Natasha Trethewey: Yes I do. I see in my volumes a deepening of my main concerns. In Domestic Work, I began with the historical impulse and the impetus to recover from the margins the stories of those people who often get left out of public histories. In that volume, I explored the life of my maternal grandmother, placing the narratives that she told me, the stories of her life, within larger historical contexts: American history, the history of the American South, the history of Jim Crow and the Civil Rights Movement. Her own history is firmly set in those broader cultural moments. Transitioning from there to Bellocq’s Ophelia, we hear again a woman’s story that is infused with a particular time and space. The character Ophelia represents that kind of person who would have been ignored in official public histories, who may not have left records for us to know her individual narrative. I continue to be attentive to matters of historical memory and historical erasure, questions that are central to Native Guard. I can see now that this interest began in simply trying to relate a story about my grandmother’s life.

DCT: Your poems often have strong narrative lines, like a series of vignettes that accumulate value and momentum as we move through them all together. Why not fiction? What does poetry add to the ideas or responses to your work?

NT: What interests me most about poetry is the elegant envelope of form and the kind of density and compression that a poem demands. Because of those demands, I think I get to work more with silences than if I were writing prose. The silences are as big a part in my poems as what is being said. I believe my poems do a lot of work with what is implicit, rather than what is explicit. I just finished writing a work of creative nonfiction, Beyond Katrina, and I noticed that even in prose I have a strong tendency to circle back; repetition is a thing that I make use of constantly. It seems to me to be more natural in poetry and yet it also appears in my other writing.

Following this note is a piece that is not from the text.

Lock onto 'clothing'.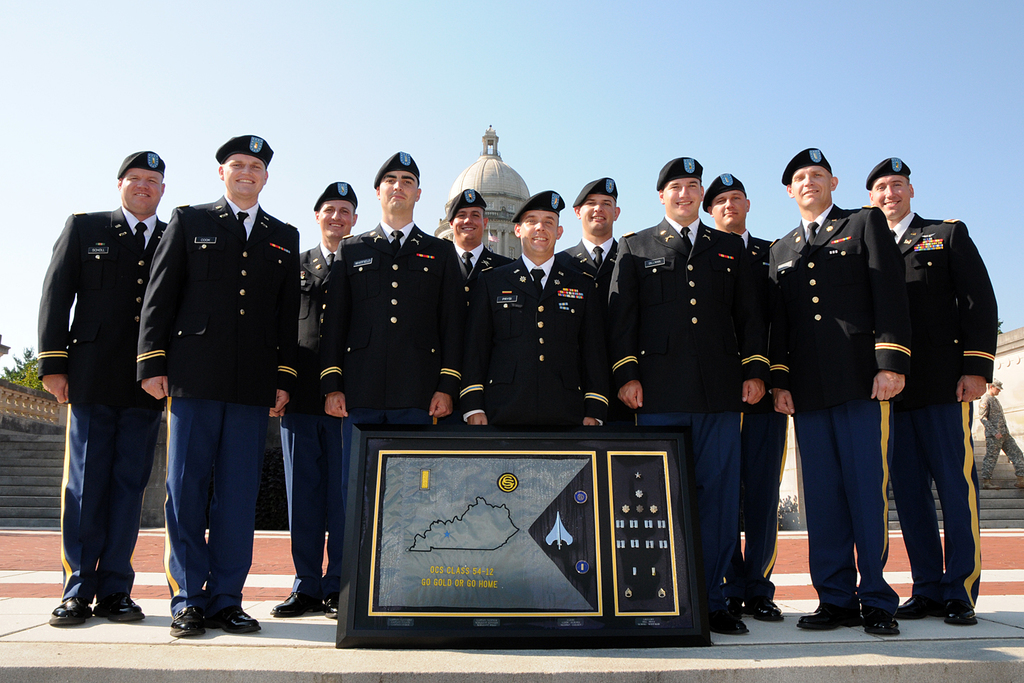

DCT: Yes, your poems often contain overlapping levels of repetition, in terms of individual words, but also structural repetitions: the re-use of similar poetic forms as well as rhythmic and metrical reiterations. Do these layers of repetitions connect to your concern with memory and history?

NT: Absolutely. The types of forms I use in Native Guard have everything to do with the idea of historical memory and reinscription. I decided that it was necessary to invoke forms that had repetition or refrain in order to reinscribe those things that had been erased or forgotten. The necessity of repeating them, saying it not once, but twice, to make such things become memorable.